I’ve read in quite a few places how Ubuntu is the easiest Linux distribution so far for us poor Windozers, and having experimented with Sabayon Linux and two other flavours, which I can’t remember (they went onto the hard drive and off again very quickly, as I couldn’t make heads or tales of them), I have to say it is.

From what I saw of Google’s gOS, it looks pretty straight forward, but it came with a flood of Google applications, such as Google Earth, Mail, Calendar, a chat client, MS Office-like apps, etc. – and I wasn’t up for figuring out how to install non-Google things, so I went with the safer bet, Ubuntu Linux.

Now that I’ve taken the plunge, I will figure out how it works and if it’s really as easy as it seems, I might just offer to install it for Julia, who’s not getting the maximum out of her fairly powerful laptop, because Vista is sitting on it like Jabba the Hut on a small Wookee.

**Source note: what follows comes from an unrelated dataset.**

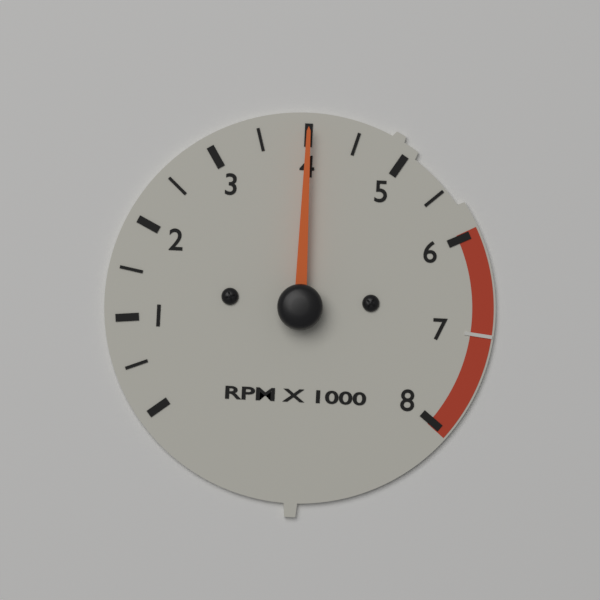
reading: 4000 RPM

In the meantime, Sabayon Linux has been further developed, but Ubuntu is growing with such leaps and bounds, that whenever I’m not doing something Windows specific from now on, it will be me and Ubuntu Linux.

Published by Yaku

Yaku is a brewer, baker, and semi-retired trouble maker (semi-retired from trouble-making that is). Although he believes anything is possible, he is nevertheless frequently stupefied by his world and the people in it.